The Democratic Party today is like a canoe with two people in it, one paddling one way and the other paddling in the opposite direction.
It should be no surprise then that the canoe is barely moving.
The profound shock for Democrats on November 5, 2024 — with the decisive rout of their Harris-Walz ticket, loss of control of the U.S. Senate, defeat again in the U.S. House, and further losses in many statewide races, has lingered well into 2025.
The Democrats’ previously ascendant progressive radical wing has somehow interpreted the 2024 election as an error of not going left far enough, a bizarre and ludicrous political interpretation, but not entirely unexpected considering how much power the left thought they had accumulated during the Biden interregnum of 2021-24.
The Democrats’ disarray has not only been aggravated by the trauma of unexpected defeat, but also by a historically massive disruption of the executive branch and its many large bureaucratic components through which the left had infiltrated and corrupted the bloated and immobile administration of so much of the federal government.
Duped by a corrupted establishment media, woke slogans, manipulative code words, and incessant peer-prompted waves of political propaganda, the majority of Democrats have been left numb and angry at the electoral turn of events.
Meanwhile, the GOP 2024 victors went immediately to the task of undoing Biden-Harris actions and finishing the transformation and reduction of the federal establishment begun in 2017. Much of this has been undertaken by the newly created Department of Government Efficiency (DOGE) and its head, Elon Musk, but each cabinet secretary is also promulgating reforms.
Using federal district judges, most of whom were appointed by Presidents Obama and Biden, Democrats have tried to block as many of Trump’s executive orders as possible. Their political error was not in being in opposition, but in trying to defend extremely unpopular issues addressed in many Trump orders.
The curious case of Democratic Governor Gavin Newsom illustrates the party’s current predicament. Although he has been responsible for some of the most destructive failures of woke and radical policy as governor of California, his future presidential ambitions have apparently provoked him to realize how out of touch his party has become, and how unwilling most of its leaders have been to try to understand the policy and political mistakes they have made that led to their 2024 defeat. For this belated political wake-up, Newsom is being attacked as a party traitor.
Similarly, long-time party strategists such as James Carville, as well as veteran Democratic pollsters, some of whom sounded an alarm before last November, are criticized or ignored when they now express realistic assessments of how the Biden administration and radical Democratic leaders went wrong and ignored voters’ concerns leading up to the 2024 election.
The consequence of this chaos and dissension within the Democratic Party is that it is unable to express a coherent or effective critique of the massive and intentionally disruptive policy changes now set into motion by President Trump and his administration.
Because the sudden changes do require some short-term costs, uncertainties, and hardships to realize long-term goals, this is the critical period when an opposition might be most effective. Once the reduction of unnecessary or improper expenditures and wasteful government bureaucratic jobs and institutions is completed, the huge economic benefits from this effort can be realized — and political criticism will obviously fail.
The radical progressive Democrats advocate further centralizing public policies in Washington, D.C., and expanding the federal bureaucracy. They also intend to enlarge arbitrary regulatory control over business and the education and health industries — and to increase punitive taxation on every aspect of private and public commerce.
The liberal progressive wing of the Democratic Party is now coming to understand that this direction of more centralized government, more federal regulations, and higher taxes has significantly diminished voter support. But its leaders have so far failed to offer an alternative liberal program.
While the Democrat canoe thus remains stuck at the political pier, the Republican motorboat, fueled by DOGE and other overdue reforms, is well underway on its journey to 2026, 2028, and beyond.
Polls that show New York Congresswoman Alexandria Ocasio-Cortez (AOC) ahead for the Democrat presidential nomination in 2028 are not only woefully premature, they also display the impression that Democrats are seriously divided as well as unaware of the concerns of most American voters. Elderly radical voices such as Bernie Sanders and Elizabeth Warren only reinforce this self-delusion and drown out any efforts from a new and younger generation of party candidates and leaders who are more pragmatic.
The spectacle of the sudden decline in support for Senate Minority Leader Chuck Schumer puts this dilemma on full display. Although Republicans and conservatives consider Schumer a relentlessly hostile partisan, he has been, most of the time, a successfully pragmatic opponent. When he failed, however, to oppose a recent GOP budget plan — for realistic reasons — he was quickly and loudly attacked by voices in his own party, and his popularity in heavily Democratic New York state has nose-dived, putting his personal re-election next year in doubt. (Some say AOC would now defeat him in a Democratic primary.)
With the noisy radical left wing dominating the discussion, how are potentially popular figures such as Pennsylvania Governor Josh Shapiro, Kentucky Governor Andy Beshear, or former Commerce Secretary Gina Raimondo going to emerge in time for the next presidential election?
Stuck in a political canoe that goes nowhere makes the prospects for Democrats now seem dimmer than ever.
Barry Casselman is a writer for AMAC Newsline.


> **Exercise instructions**
If a line in the data holds the string "style", list it.

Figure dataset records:
•••••
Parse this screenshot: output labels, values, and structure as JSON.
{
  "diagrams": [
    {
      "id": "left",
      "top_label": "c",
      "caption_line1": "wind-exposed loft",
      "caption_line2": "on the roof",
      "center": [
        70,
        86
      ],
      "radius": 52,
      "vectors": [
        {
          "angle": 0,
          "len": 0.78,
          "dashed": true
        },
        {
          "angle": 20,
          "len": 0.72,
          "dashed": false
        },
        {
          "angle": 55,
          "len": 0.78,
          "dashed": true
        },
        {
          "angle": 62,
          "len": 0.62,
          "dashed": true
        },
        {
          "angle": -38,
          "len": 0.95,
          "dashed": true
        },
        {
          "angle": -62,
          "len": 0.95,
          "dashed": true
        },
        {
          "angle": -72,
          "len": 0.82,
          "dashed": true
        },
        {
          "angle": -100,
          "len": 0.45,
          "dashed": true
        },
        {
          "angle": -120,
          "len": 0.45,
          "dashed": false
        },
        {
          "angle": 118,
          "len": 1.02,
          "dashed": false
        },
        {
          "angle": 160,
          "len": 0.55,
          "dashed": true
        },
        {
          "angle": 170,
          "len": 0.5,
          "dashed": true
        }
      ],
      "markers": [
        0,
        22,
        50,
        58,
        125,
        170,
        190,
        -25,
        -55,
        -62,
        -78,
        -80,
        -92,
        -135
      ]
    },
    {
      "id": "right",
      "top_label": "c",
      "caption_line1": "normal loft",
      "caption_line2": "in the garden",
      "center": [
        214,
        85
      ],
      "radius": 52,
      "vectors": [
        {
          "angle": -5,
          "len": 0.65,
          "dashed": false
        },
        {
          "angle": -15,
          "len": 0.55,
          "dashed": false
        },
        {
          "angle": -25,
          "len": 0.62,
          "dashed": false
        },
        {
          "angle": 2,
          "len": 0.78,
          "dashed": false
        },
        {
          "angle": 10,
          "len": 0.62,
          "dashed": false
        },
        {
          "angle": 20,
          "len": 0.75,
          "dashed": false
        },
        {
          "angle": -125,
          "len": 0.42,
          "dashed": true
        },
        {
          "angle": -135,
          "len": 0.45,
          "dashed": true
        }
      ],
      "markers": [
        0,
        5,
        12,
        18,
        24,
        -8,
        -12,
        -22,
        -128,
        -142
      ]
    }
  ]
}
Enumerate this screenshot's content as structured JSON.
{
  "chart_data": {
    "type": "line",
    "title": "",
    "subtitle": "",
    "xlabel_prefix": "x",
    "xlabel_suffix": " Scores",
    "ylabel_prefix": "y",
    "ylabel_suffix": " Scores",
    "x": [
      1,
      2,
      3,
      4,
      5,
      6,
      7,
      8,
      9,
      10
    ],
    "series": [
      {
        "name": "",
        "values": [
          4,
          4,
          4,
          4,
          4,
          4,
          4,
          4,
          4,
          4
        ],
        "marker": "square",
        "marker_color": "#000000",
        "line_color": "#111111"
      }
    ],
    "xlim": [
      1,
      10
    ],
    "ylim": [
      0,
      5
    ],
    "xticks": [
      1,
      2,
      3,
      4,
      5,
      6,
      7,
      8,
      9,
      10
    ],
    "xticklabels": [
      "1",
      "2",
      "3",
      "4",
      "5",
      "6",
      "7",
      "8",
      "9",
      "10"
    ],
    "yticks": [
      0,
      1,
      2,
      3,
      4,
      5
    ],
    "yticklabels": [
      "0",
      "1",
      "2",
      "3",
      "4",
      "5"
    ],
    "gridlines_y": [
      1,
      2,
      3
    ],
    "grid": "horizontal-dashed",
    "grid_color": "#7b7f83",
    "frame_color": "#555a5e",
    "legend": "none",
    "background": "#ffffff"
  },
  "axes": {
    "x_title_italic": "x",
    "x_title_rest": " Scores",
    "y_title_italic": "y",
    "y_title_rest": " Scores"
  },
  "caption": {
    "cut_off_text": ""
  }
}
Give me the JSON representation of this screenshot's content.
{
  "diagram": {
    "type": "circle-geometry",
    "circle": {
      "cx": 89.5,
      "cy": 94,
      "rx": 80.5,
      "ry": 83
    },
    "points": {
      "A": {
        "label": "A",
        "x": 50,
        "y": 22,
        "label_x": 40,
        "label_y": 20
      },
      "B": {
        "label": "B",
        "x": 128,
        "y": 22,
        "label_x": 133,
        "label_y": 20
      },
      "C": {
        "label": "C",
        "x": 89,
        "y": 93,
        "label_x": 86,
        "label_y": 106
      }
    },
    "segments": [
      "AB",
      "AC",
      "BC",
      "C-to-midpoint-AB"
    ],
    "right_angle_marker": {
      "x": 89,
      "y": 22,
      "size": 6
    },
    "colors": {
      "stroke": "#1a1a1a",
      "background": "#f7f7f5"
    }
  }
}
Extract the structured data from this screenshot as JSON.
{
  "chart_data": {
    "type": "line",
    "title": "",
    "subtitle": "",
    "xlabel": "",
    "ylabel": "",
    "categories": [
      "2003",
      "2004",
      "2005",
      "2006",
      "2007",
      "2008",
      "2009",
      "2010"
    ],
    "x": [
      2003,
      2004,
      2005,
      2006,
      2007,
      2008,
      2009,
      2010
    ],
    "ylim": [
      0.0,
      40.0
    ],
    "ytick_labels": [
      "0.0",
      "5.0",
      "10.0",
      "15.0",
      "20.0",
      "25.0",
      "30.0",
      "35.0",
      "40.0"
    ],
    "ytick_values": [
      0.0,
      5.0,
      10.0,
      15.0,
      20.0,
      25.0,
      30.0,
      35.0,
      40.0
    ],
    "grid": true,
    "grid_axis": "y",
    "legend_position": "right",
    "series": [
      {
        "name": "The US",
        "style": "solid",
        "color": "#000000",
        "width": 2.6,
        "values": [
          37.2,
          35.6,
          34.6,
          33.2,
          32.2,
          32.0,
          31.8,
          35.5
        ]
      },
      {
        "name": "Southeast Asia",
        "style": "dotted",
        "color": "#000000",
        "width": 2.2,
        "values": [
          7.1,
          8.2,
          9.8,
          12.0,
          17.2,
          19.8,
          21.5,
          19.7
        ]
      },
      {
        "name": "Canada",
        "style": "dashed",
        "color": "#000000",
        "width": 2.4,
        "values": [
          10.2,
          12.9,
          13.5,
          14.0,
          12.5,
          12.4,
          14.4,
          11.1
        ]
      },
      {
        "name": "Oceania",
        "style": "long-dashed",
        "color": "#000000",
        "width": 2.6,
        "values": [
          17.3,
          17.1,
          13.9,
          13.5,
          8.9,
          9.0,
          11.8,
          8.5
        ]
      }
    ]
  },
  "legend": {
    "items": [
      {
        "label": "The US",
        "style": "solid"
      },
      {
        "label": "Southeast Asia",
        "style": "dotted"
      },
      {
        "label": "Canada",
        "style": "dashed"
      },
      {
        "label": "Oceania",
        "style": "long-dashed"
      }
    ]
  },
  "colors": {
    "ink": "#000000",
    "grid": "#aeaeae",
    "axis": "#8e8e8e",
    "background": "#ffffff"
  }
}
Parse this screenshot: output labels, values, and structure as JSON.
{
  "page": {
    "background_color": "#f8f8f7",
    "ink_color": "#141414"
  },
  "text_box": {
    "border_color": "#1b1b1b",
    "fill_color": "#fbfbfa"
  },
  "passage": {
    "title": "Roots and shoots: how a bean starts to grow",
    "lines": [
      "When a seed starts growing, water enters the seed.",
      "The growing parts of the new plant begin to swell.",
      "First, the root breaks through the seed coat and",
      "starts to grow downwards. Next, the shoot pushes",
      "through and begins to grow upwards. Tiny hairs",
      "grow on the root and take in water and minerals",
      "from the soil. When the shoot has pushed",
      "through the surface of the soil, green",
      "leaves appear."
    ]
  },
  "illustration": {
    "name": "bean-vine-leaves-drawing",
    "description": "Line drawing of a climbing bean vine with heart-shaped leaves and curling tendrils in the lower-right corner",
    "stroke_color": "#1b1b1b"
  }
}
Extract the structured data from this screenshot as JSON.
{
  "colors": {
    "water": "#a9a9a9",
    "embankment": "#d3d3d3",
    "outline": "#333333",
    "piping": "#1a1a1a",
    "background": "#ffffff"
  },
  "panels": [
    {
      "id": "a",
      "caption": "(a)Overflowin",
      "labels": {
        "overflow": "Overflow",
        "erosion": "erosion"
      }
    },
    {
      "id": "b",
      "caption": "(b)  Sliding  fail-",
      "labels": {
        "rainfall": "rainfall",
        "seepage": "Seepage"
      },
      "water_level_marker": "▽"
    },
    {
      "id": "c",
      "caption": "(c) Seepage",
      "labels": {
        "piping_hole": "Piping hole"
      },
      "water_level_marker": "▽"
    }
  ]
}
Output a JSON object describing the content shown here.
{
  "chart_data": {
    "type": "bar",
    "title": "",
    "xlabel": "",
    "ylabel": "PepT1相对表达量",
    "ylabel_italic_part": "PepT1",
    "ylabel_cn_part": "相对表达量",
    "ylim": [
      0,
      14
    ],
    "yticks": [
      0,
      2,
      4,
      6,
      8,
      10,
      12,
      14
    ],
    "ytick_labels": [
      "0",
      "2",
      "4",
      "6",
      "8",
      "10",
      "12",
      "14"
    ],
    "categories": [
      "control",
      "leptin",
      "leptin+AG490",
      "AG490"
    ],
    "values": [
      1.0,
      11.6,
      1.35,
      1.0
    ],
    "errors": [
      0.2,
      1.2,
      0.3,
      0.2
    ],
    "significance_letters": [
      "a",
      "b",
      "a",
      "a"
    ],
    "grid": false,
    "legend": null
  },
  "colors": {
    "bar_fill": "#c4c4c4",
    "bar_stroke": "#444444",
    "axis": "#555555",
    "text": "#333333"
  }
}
•••••
> **Answer to this problem**
        "style": "solid",
        "style": "dotted",
        "style": "dashed",
        "style": "long-dashed",
        "style": "solid"
        "style": "dotted"
        "style": "dashed"
        "style": "long-dashed"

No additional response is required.